The Sixth Sunday of Easter
May 10, 2015
Today’s gospel is one I find myself preaching on quite often, especially this
time of the year, because many young couples choose it for their wedding.
And it’s a great choice – even though, as I often tell the bride and groom –
it’s a very challenging choice. Jesus gives a commandment that borders on
the impossible. “Love one another as I love you.” How on earth is
anyone to do that? Even a passing glance at the crucified Jesus – arms
outstretched in the most vulnerable embrace of love imaginable - tells us that
this is not possible. Yet that is his command: “Love one another as I love you.”
A few years ago I had the privilege of hearing Archbishop
Desmond Tutu preach over at St. Mark’s Cathedral and he preached on this text.
His homily was stirring, but his message was quite simple. We who follow
Jesus Christ are called to love, he told us, but not in the abstract; no, our
love is to be like the love of Jesus: all-embracing, none-excluding. And he
reminded us of the incredible compliment Jesus pays us: he calls us friends,
brothers and sisters; and that, Tutu said, means that there is no one in the
human family whom we are not called to love. No one. Coming from Archbishop
Tutu, the message hit home. He is no theoretician about Christian love, as you
know: he is the highly credible embodiment of it: lightning rod for human hatred
and hostility, yet lover of his enemies.
There’s an old Peanuts cartoon in which Lucy
announces, “I love mankind, it’s people I can’t stand!” Desmond Tutu left
no room for that sort of love. Neither, of course, did Jesus. Nor
can we. Here’s how St. Augustine put it in a homily long ago: “Real
Christian love goes beyond words,” he said. “Real Christian love has hands
to help others; it has feet that hasten to the poor and needy; it has eyes to
see misery and want; it has ears to hear the sighs and sorrows of others.
This is what Christian love looks like!”
My friends, the heart of our faith is not a
catechism or a code of laws. It’s not a holy book, either, no matter how
revered or how sacred. It’s not timeworn traditions or towering temples.
It’s not hierarchy and it’s not sacred rituals. All of these have their
place but only, only to the extent that they serve to bring people close to God.
And only to the extent that they bring people close to each other in love –
which is really the same thing for, as we were reminded in today’s reading from
the Letter of John, God is love.
So, forget the old man in the clouds with the
flowing white beard, forget the stern, demanding judge, forget the miserly
bookkeeper. Those are caricatures of God. God is love: passionate love, personal
love, overflowing love, love beyond all telling. God enfolds each of us in an
embrace that is wider than the ocean, deeper than the sea. And it’s this love
that is God, and this love that God has for us, that makes it possible for us to
love. Listen again: “In this is love, not that we loved God but that God first
loved us.”
God first loved us! In thinking about this
during the past week, something came to me that helped me understand those words
in a way I hadn’t before (I guess I’m a little slow). It came to me that
the reason Jesus was able to love so well, so perfectly, was that he knew that
God loved him. He knew it better than anyone ever has or ever will.
He never doubted or questioned God’s love, not even for a moment. He knew
it with every breath he breathed. And because Jesus knew God’s love for
him in such a clear and intense way, he was able to love in the way he did, love
without limit.
And, my friends, when we wake up to how much God
loves us, that’s when we begin to love. Really love. But not before.
I remember the first time our retired Archbishop,
Raymond Hunthausen, gave a homily here in Seattle. It was at his Mass of
Installation as Archbishop. That’s forty years ago now, but I still recall
what he said. He told us that his life changed completely the day he woke
up to the fact that God loved him unconditionally. After that, he told us,
God looked completely different to him. And so did people. He could never look
at God the same as before, and he couldn’t look at people the same way, either,
because if God loved him unconditionally, God loved them in the same way.
My friends, it’s all about love. Nothing is more
important than love. Nothing! On this Mothers’ Day when we give
thanks to God for the gift of our mothers and their love for us, may the God
whose love they so beautifully embody lead us in the ways of love, and may Jesus
who is the loving face of God and the very heart of God transform us by this
Eucharist into disciples who love as he loves. Or who at least try!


WHAT NEEDS TO BE DONE:
Where a line in the listing contains the string "muscle", copy that line out.

PROVIDED RECORDS:
_ _ _ _

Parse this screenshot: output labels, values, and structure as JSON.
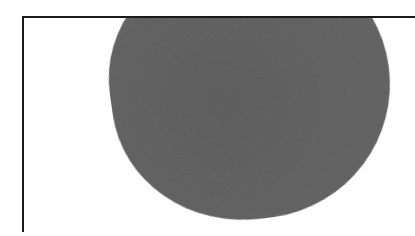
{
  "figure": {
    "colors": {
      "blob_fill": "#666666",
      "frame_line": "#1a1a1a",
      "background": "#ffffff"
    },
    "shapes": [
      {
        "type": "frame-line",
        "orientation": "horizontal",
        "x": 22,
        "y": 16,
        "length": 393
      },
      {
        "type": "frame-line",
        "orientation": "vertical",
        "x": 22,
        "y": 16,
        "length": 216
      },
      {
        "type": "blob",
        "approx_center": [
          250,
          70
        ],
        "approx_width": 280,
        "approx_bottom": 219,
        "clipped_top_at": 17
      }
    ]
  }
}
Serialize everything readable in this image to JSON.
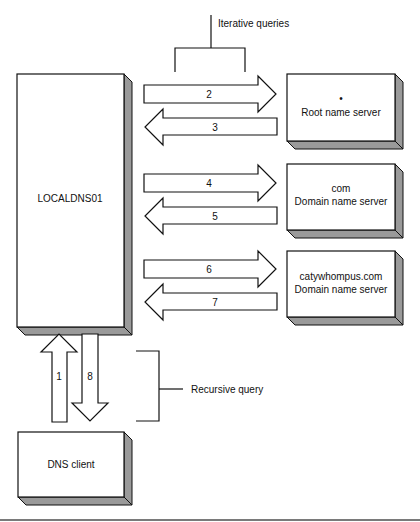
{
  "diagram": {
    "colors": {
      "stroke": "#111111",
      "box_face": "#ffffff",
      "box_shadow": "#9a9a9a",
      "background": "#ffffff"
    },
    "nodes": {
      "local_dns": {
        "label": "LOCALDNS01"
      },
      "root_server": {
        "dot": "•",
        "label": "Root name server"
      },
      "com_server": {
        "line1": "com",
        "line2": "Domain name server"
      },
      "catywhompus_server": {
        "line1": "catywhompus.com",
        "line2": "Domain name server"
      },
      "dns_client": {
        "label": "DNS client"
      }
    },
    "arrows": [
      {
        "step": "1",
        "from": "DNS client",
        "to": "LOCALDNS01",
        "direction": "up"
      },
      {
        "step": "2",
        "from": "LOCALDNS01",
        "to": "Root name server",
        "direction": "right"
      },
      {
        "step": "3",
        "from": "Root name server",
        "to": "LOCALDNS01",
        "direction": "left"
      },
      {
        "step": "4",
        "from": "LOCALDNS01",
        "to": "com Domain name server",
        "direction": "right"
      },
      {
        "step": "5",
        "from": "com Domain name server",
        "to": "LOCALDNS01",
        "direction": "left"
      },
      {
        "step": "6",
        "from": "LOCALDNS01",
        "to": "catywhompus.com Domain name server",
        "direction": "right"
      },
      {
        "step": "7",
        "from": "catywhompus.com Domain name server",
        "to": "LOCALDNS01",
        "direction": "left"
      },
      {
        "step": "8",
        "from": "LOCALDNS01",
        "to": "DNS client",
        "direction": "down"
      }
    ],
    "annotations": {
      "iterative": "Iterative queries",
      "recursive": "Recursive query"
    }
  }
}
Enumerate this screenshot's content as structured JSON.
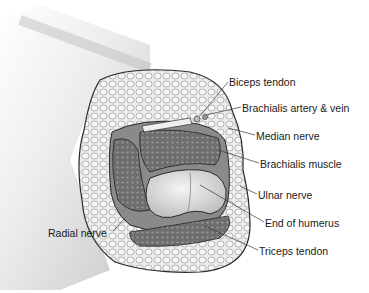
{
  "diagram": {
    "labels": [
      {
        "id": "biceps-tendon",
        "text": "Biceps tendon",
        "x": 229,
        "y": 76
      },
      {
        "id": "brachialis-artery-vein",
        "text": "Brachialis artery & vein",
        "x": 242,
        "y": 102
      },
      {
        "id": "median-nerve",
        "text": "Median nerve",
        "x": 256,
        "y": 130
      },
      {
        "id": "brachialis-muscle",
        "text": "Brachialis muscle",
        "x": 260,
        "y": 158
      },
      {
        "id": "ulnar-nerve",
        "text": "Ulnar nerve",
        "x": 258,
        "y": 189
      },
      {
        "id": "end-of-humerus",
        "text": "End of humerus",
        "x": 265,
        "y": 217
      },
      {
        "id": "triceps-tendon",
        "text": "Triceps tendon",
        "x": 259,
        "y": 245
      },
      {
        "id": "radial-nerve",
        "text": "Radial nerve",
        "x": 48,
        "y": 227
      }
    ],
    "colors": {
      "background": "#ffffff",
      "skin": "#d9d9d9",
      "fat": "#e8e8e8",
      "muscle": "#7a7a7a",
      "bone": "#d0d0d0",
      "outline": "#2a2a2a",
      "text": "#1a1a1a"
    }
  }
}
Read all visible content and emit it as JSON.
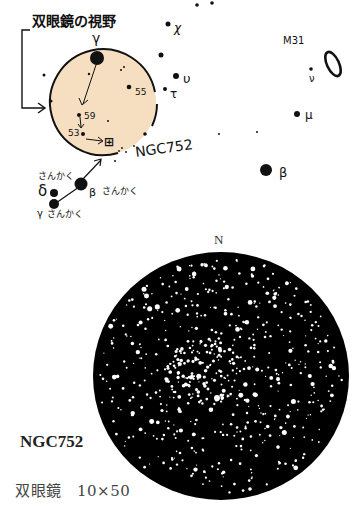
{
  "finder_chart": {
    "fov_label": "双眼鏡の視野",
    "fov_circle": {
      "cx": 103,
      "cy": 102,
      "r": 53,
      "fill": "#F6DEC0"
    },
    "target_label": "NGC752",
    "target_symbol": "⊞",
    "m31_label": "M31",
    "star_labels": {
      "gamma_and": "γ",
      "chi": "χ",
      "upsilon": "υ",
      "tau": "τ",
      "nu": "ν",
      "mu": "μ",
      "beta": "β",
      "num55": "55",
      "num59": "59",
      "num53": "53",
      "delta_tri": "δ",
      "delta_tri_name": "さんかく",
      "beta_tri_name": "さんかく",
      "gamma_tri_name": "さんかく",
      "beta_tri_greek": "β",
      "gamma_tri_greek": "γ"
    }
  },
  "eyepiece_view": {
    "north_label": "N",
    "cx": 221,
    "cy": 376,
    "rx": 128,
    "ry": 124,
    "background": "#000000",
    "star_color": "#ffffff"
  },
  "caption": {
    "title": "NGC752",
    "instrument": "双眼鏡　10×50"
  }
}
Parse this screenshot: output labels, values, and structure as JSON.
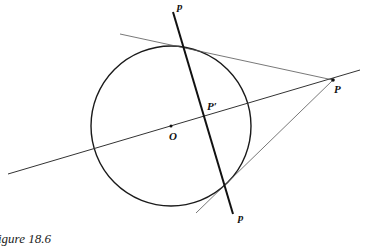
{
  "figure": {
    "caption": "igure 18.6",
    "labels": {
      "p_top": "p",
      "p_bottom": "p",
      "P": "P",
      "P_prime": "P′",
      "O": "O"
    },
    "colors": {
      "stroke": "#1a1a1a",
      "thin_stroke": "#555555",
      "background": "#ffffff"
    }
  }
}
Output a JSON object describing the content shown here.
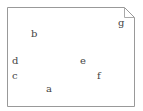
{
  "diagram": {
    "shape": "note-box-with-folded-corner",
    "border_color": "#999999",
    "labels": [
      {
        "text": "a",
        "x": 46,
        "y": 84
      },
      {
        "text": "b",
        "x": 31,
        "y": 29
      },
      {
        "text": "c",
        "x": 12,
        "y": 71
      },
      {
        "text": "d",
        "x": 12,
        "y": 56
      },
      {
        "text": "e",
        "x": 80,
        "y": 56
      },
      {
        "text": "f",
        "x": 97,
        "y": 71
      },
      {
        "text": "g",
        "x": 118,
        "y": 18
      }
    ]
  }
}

_ _ _ _

WRITTEN ANSWER:
        "id": "brachialis-muscle",
        "text": "Brachialis muscle",
      "muscle": "#7a7a7a",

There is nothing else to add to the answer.